The issues
Health and Safety at Work – Health and Safety at Work Act 1974 – proportionality of fine imposed on contactor for failure to discharge duty as employer under Health and Safety at Work Act.
The facts
Balfour Beatty Rail Infrastructure Services Ltd are one of two companies charged with Corporate Manslaughter and Breach of Section 3 of the Health and Safety at Work Act 1874 as a result of their alleged failures which had been the cause of the Hatfield rail disaster. The charges of corporate manslaughter were dismissed. Balfour Beatty Rail Infrastructure Services Ltd entered at the last moment a plea of guilty to the breach of Section 3. The Judge assessed Balfour Beatty Rail Infrastructure Services Ltd’s culpability at between two and three times that of the other Defendant and fined the other Defendant £3.5 million and Balfour Beatty Rail Infrastructure Services Ltd £10 million. Balfour Beatty Rail Infrastructure Services Ltd appealed against the fine.
The decision
Balfour Beatty Rail Infrastructure Services Ltd appealed on the grounds that the Judge had over estimated its culpability; that the level of fine was excessive and that the Judge had erred in assessing the relative culpability of the two Defendants and thirdly that the Judge had erred in failing to make any reduction in respect of the fact that Balfour Beatty Rail Infrastructure Services Ltd had pleaded guilty.
The severe terms in which the Judge castigated the Defendant’s breach of duty were justified. Over many months the Defendants approached the duties upon which the safety of rail travellers depended had been lamentable. The Court was not impressed by this ground of appeal.
The Court was concerned with the disparity between the fine imposed on Balfour Beatty Rail Infrastructure Services Ltd and that imposed on Rail Track. The Court would see no reason why the Judge should not have had regard when considering Rail Track’s culpability to the fact that the seriousness of Rail Track’s failure to ensure that Balfour Beatty Rail Infrastructure Services Ltd performed its duties was the greater because Rail Track had agreed in February 2000, at the instigation of Balfour Beatty Rail Infrastructure Services Ltd, that this section of the track needed replacing and knew, or should have known, that the replacement had not been effected.
What effect, if any should the size of the fine imposed on Rail Track have on Balfour Beatty Rail Infrastructure Services Ltd’s appeal? Disparity between the sentences of two Defendants was not an automatic reason for reducing a sentence. The test had been approved in R v Fawcett in 1983:- namely “would right, thinking members of the public, with knowledge of the relevant facts and circumstances, learning of this sentence consider that something had gone wrong with the administration of justice”. The disparity in the two fines in this case was so great that the tests were satisfied. To restore proportionality between the two fines would require Balfour Beatty Rail Infrastructure Services Ltd’s fine to be reduced to an unacceptable level having regard to the appropriate principles. The fine of £10 million was severe. There was scope for a reduction in the interest of proportionality and the fine would therefore be reduced to £7.5 million.
As to a discount for the guilty plea, the Judge had decided that it was not appropriate on the basis that they had not pleaded guilty at the first reasonable opportunity. The Court of Appeal did not accept that the outstanding charges of manslaughter precluded the company from pleading guilty to the Section 3 offence at the outset.
The appeal would be allowed to the extent that the fine of £10 million would be quashed and replaced with a fine of £7.5 million.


*WORK TO COMPLETE:*
From the first line to the last, restate every record word for word, leaving out the pictures.

Dataset records on visual material
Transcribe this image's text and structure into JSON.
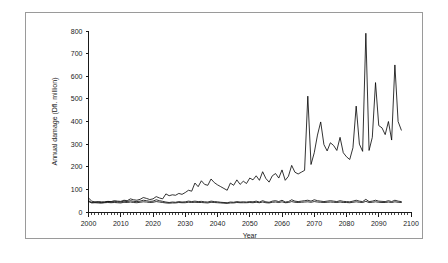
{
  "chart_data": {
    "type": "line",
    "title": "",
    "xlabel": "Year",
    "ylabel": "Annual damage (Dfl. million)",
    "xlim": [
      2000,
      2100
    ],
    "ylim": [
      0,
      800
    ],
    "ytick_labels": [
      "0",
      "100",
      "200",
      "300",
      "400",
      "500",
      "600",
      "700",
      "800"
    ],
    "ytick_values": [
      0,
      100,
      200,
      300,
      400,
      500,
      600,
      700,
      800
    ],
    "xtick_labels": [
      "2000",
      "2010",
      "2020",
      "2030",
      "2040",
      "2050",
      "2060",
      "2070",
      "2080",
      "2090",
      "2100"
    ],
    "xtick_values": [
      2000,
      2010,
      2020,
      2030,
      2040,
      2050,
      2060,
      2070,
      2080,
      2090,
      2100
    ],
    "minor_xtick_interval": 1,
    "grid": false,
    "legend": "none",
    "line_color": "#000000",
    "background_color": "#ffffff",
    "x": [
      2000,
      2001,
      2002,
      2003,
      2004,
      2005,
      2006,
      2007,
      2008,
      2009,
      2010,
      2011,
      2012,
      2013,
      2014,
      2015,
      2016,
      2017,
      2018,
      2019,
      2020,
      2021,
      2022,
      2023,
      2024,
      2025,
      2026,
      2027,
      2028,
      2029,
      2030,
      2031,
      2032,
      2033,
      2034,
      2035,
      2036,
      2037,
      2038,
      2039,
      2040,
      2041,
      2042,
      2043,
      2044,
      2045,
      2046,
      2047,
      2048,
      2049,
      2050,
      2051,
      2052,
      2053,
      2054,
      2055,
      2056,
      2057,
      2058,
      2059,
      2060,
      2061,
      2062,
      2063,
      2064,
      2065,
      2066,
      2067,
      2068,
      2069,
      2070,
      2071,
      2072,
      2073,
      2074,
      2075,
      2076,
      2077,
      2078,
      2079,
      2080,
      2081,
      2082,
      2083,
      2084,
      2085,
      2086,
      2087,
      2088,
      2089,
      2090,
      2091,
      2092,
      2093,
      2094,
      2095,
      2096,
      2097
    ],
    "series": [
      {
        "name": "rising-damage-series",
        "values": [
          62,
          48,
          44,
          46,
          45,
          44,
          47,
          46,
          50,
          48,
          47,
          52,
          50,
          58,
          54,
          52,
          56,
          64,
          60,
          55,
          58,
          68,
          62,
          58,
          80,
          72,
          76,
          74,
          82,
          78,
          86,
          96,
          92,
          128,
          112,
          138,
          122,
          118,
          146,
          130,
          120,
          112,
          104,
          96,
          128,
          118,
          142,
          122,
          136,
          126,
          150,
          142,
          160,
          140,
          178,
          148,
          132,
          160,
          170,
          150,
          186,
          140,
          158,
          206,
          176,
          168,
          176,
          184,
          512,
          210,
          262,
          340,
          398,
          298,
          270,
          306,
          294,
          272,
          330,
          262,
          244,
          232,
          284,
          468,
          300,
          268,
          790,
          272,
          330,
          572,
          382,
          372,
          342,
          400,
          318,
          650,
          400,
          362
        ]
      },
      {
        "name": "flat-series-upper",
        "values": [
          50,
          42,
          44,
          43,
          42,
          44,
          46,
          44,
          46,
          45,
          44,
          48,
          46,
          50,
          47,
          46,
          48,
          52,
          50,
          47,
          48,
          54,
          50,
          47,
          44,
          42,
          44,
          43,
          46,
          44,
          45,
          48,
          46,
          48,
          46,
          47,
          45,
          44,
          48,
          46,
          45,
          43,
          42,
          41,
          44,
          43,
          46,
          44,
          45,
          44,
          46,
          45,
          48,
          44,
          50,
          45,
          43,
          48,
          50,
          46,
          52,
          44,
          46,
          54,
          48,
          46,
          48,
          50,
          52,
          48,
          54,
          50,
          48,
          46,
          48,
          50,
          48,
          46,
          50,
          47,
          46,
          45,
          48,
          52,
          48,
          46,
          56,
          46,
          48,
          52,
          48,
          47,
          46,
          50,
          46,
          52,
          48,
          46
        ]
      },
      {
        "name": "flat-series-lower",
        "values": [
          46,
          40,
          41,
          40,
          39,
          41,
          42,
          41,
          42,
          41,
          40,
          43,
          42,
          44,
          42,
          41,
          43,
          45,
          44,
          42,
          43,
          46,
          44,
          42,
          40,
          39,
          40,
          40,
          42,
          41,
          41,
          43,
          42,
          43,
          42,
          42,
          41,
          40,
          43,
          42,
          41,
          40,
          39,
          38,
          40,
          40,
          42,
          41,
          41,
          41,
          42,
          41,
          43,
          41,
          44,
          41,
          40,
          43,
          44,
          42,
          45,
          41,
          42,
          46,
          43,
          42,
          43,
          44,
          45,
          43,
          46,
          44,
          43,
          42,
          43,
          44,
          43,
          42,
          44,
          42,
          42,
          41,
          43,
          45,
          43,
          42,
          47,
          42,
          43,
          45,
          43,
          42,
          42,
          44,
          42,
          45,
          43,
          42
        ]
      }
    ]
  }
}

*RESPONSE AREA:*
Transcribe this image's text and structure into JSON.
{
  "chart_data": {
    "type": "line",
    "title": "",
    "xlabel": "Year",
    "ylabel": "Annual damage (Dfl. million)",
    "xlim": [
      2000,
      2100
    ],
    "ylim": [
      0,
      800
    ],
    "ytick_labels": [
      "0",
      "100",
      "200",
      "300",
      "400",
      "500",
      "600",
      "700",
      "800"
    ],
    "ytick_values": [
      0,
      100,
      200,
      300,
      400,
      500,
      600,
      700,
      800
    ],
    "xtick_labels": [
      "2000",
      "2010",
      "2020",
      "2030",
      "2040",
      "2050",
      "2060",
      "2070",
      "2080",
      "2090",
      "2100"
    ],
    "xtick_values": [
      2000,
      2010,
      2020,
      2030,
      2040,
      2050,
      2060,
      2070,
      2080,
      2090,
      2100
    ],
    "minor_xtick_interval": 1,
    "grid": false,
    "legend": "none",
    "line_color": "#000000",
    "background_color": "#ffffff",
    "x": [
      2000,
      2001,
      2002,
      2003,
      2004,
      2005,
      2006,
      2007,
      2008,
      2009,
      2010,
      2011,
      2012,
      2013,
      2014,
      2015,
      2016,
      2017,
      2018,
      2019,
      2020,
      2021,
      2022,
      2023,
      2024,
      2025,
      2026,
      2027,
      2028,
      2029,
      2030,
      2031,
      2032,
      2033,
      2034,
      2035,
      2036,
      2037,
      2038,
      2039,
      2040,
      2041,
      2042,
      2043,
      2044,
      2045,
      2046,
      2047,
      2048,
      2049,
      2050,
      2051,
      2052,
      2053,
      2054,
      2055,
      2056,
      2057,
      2058,
      2059,
      2060,
      2061,
      2062,
      2063,
      2064,
      2065,
      2066,
      2067,
      2068,
      2069,
      2070,
      2071,
      2072,
      2073,
      2074,
      2075,
      2076,
      2077,
      2078,
      2079,
      2080,
      2081,
      2082,
      2083,
      2084,
      2085,
      2086,
      2087,
      2088,
      2089,
      2090,
      2091,
      2092,
      2093,
      2094,
      2095,
      2096,
      2097
    ],
    "series": [
      {
        "name": "rising-damage-series",
        "values": [
          62,
          48,
          44,
          46,
          45,
          44,
          47,
          46,
          50,
          48,
          47,
          52,
          50,
          58,
          54,
          52,
          56,
          64,
          60,
          55,
          58,
          68,
          62,
          58,
          80,
          72,
          76,
          74,
          82,
          78,
          86,
          96,
          92,
          128,
          112,
          138,
          122,
          118,
          146,
          130,
          120,
          112,
          104,
          96,
          128,
          118,
          142,
          122,
          136,
          126,
          150,
          142,
          160,
          140,
          178,
          148,
          132,
          160,
          170,
          150,
          186,
          140,
          158,
          206,
          176,
          168,
          176,
          184,
          512,
          210,
          262,
          340,
          398,
          298,
          270,
          306,
          294,
          272,
          330,
          262,
          244,
          232,
          284,
          468,
          300,
          268,
          790,
          272,
          330,
          572,
          382,
          372,
          342,
          400,
          318,
          650,
          400,
          362
        ]
      },
      {
        "name": "flat-series-upper",
        "values": [
          50,
          42,
          44,
          43,
          42,
          44,
          46,
          44,
          46,
          45,
          44,
          48,
          46,
          50,
          47,
          46,
          48,
          52,
          50,
          47,
          48,
          54,
          50,
          47,
          44,
          42,
          44,
          43,
          46,
          44,
          45,
          48,
          46,
          48,
          46,
          47,
          45,
          44,
          48,
          46,
          45,
          43,
          42,
          41,
          44,
          43,
          46,
          44,
          45,
          44,
          46,
          45,
          48,
          44,
          50,
          45,
          43,
          48,
          50,
          46,
          52,
          44,
          46,
          54,
          48,
          46,
          48,
          50,
          52,
          48,
          54,
          50,
          48,
          46,
          48,
          50,
          48,
          46,
          50,
          47,
          46,
          45,
          48,
          52,
          48,
          46,
          56,
          46,
          48,
          52,
          48,
          47,
          46,
          50,
          46,
          52,
          48,
          46
        ]
      },
      {
        "name": "flat-series-lower",
        "values": [
          46,
          40,
          41,
          40,
          39,
          41,
          42,
          41,
          42,
          41,
          40,
          43,
          42,
          44,
          42,
          41,
          43,
          45,
          44,
          42,
          43,
          46,
          44,
          42,
          40,
          39,
          40,
          40,
          42,
          41,
          41,
          43,
          42,
          43,
          42,
          42,
          41,
          40,
          43,
          42,
          41,
          40,
          39,
          38,
          40,
          40,
          42,
          41,
          41,
          41,
          42,
          41,
          43,
          41,
          44,
          41,
          40,
          43,
          44,
          42,
          45,
          41,
          42,
          46,
          43,
          42,
          43,
          44,
          45,
          43,
          46,
          44,
          43,
          42,
          43,
          44,
          43,
          42,
          44,
          42,
          42,
          41,
          43,
          45,
          43,
          42,
          47,
          42,
          43,
          45,
          43,
          42,
          42,
          44,
          42,
          45,
          43,
          42
        ]
      }
    ]
  }
}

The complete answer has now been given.